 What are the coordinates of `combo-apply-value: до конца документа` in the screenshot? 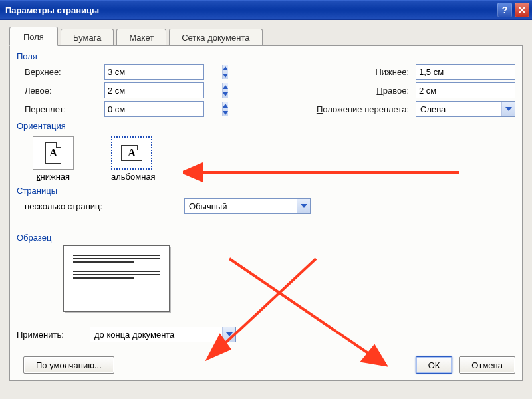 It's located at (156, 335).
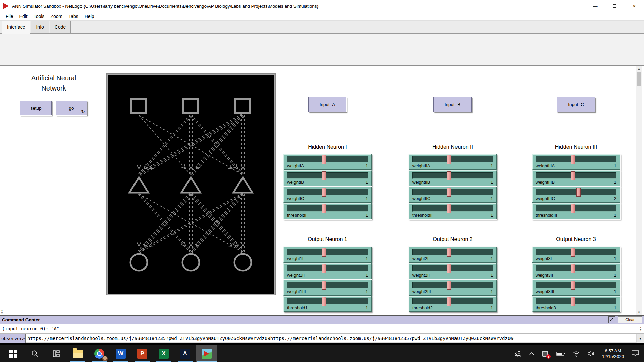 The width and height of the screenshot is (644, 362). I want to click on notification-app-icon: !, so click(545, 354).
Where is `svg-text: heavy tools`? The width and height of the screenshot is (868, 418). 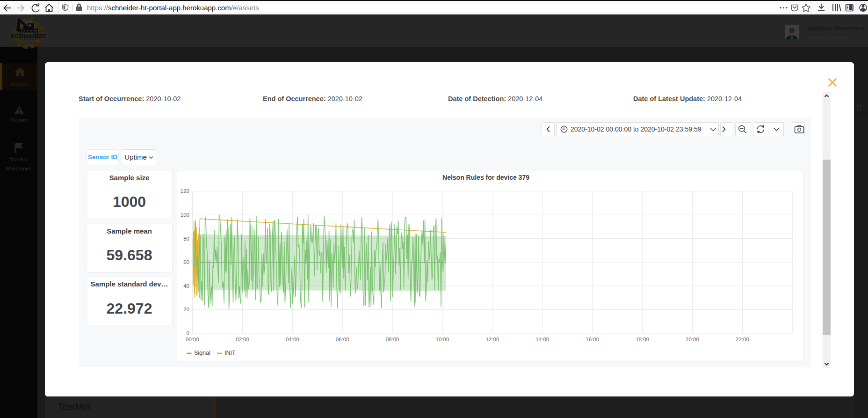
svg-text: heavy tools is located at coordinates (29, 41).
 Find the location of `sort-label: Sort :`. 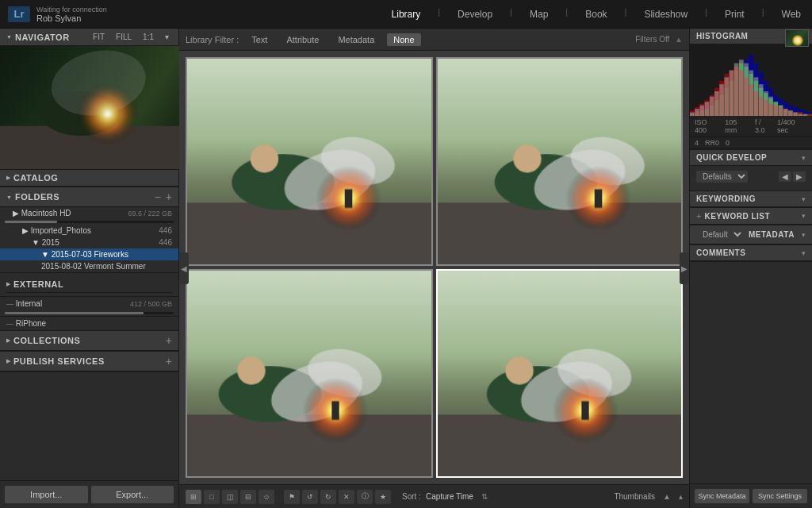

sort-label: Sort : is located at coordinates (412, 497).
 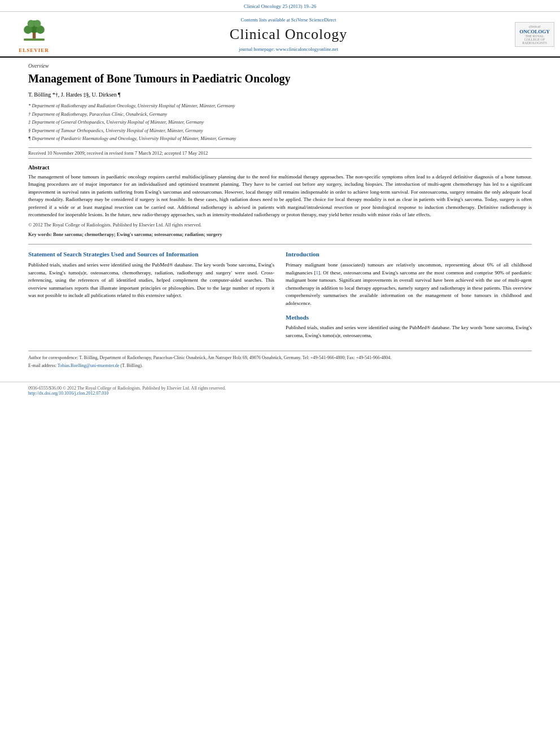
────────
▸ **Exercise instructions**:
Print, exactly and only, the lines running from the line with "is (868, 418)." through the last line of the data, including both. Skip any picture.

▸ **Task output**:
Where is `svg-text: heavy tools`? The width and height of the screenshot is (868, 418). 
svg-text: heavy tools is located at coordinates (29, 41).
 Find the location of `sort-label: Sort :`. 

sort-label: Sort : is located at coordinates (412, 497).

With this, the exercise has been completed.